His head whipped around, braid flying. “What? That happens?”
“Only when people don’t wear their seatbelts. And don’t worry, I’m a very good driver. It won’t happen at all.” She prayed she hadn’t just jinxed herself. “You’ll be perfectly safe.”
His brows shot up. “As you pointed out, I’m not here. What about you? What if you throw yourself through the – the – wind…thing?”
Oh damn, he was too cute.
She suppressed her smile into something soothing, or so she hoped. “I’ll wear my seatbelt. And I won’t slam on the brakes. It’ll be fine. Come on, I do this every day.” She tried to nudge his arm, forgetting she couldn’t until his elbow was swirling like smoke.
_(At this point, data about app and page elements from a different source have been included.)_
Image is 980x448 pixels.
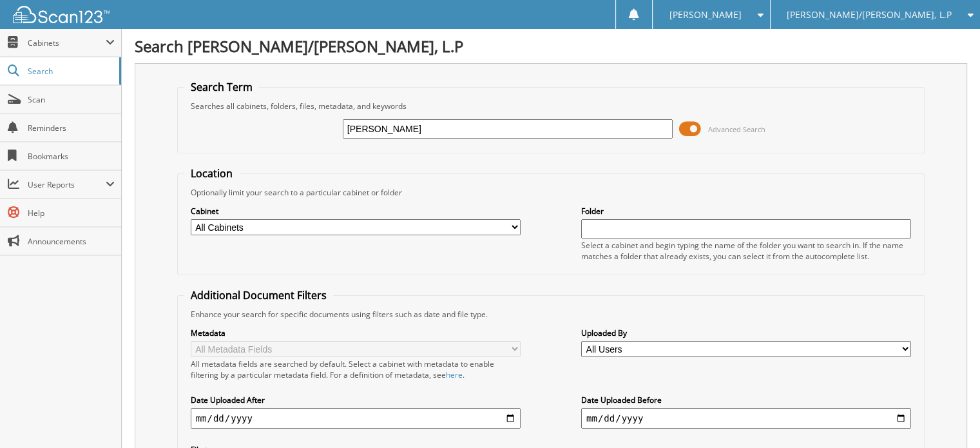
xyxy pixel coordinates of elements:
[191,358,521,380] div: All metadata fields are searched by default. Select a cabinet with metadata to enable filtering b...
[191,394,521,405] label: Date Uploaded After
[28,236,115,246] span: Announcements
[446,369,463,380] a: here
[185,186,918,198] div: Optionally limit your search to a particular cabinet or folder
[28,65,113,77] span: Search
[191,327,521,338] label: Metadata
[28,207,115,219] span: Help
[185,80,259,94] legend: Search Term
[134,36,967,56] h1: Search [PERSON_NAME]/[PERSON_NAME], L.P
[13,5,109,23] img: scan123-logo-white.svg
[185,100,918,111] div: Searches all cabinets, folders, files, metadata, and keywords
[28,179,106,190] span: User Reports
[28,151,115,161] span: Bookmarks
[669,11,742,19] span: [PERSON_NAME]
[581,205,911,217] label: Folder
[28,94,115,105] span: Scan
[185,308,918,320] div: Enhance your search for specific documents using filters such as date and file type.
[28,123,115,134] span: Reminders
[581,239,911,262] div: Select a cabinet and begin typing the name of the folder you want to search in. If the name match...
[787,11,952,19] span: [PERSON_NAME]/[PERSON_NAME], L.P
[185,166,239,180] legend: Location
[191,205,521,217] label: Cabinet
[708,125,766,134] span: Advanced Search
[185,288,334,302] legend: Additional Document Filters
[581,408,911,428] input: end
[581,327,911,338] label: Uploaded By
[191,408,521,428] input: start
[915,386,980,448] iframe: Chat Widget
[581,394,911,405] label: Date Uploaded Before
[28,38,106,48] span: Cabinets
He frowned and turned back to the truck. “Traveling by horse is much safer.”
“That is not even a little bit true.”
“It is!”
“Val, if you’d rather not go–”
“I’m going. How dare you take back your invitation?” Before she could tell him that she’d done no such thing, and that he was being ridiculous, he melted through the passenger door like something out ofCasperand situated himself in the seat. He shot her a narrow-eyed, challenging look through the window.
Mia chuckled and went around to get behind the wheel.
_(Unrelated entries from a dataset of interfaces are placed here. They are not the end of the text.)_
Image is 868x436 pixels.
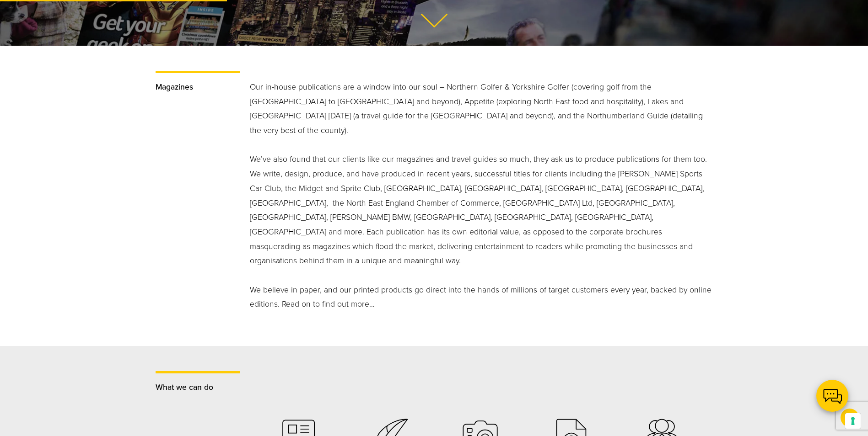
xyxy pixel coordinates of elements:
button: Your consent preferences for tracking technologies [845,414,861,429]
p: We’ve also found that our clients like our magazines and travel guides so much, they ask us to pr... [250,152,712,268]
p: Magazines [155,80,240,95]
p: Our in-house publications are a window into our soul – Northern Golfer & Yorkshire Golfer (coveri... [250,80,712,138]
p: What we can do [155,381,240,395]
p: We believe in paper, and our printed products go direct into the hands of millions of target cust... [250,283,712,312]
He held himself stiffly, head pressed back against the rest, hands folded together in his lap, back ramrod straight. She didn’t know how it was possible to be so uncomfortable when you weren’t even really here, but he seemed to manage that.
When they were out on the road, headed toward the farm, Mia said, “Have you ever ridden in a car before?”
He made an unhappy sound in his throat. “I’ve been transported in vehicles, yes.”
When he didn’t elaborate, she cast a glance across the cab and saw that he was staring out the window, expression withdrawn.
“What sort of vehicle?” she asked.
“I was blindfolded, I didn’t get to see.”
“Oh.”
“I wasn’t given a seat. I was thrown in like luggage.”
Because he was a prisoner.
Mia swallowed and said, “I’m sorry.”
“Yes, well, being sorry doesn’t change anything.” He took a quick, deep breath, and his tone sounded forced afterward. “Tell me about the farm.”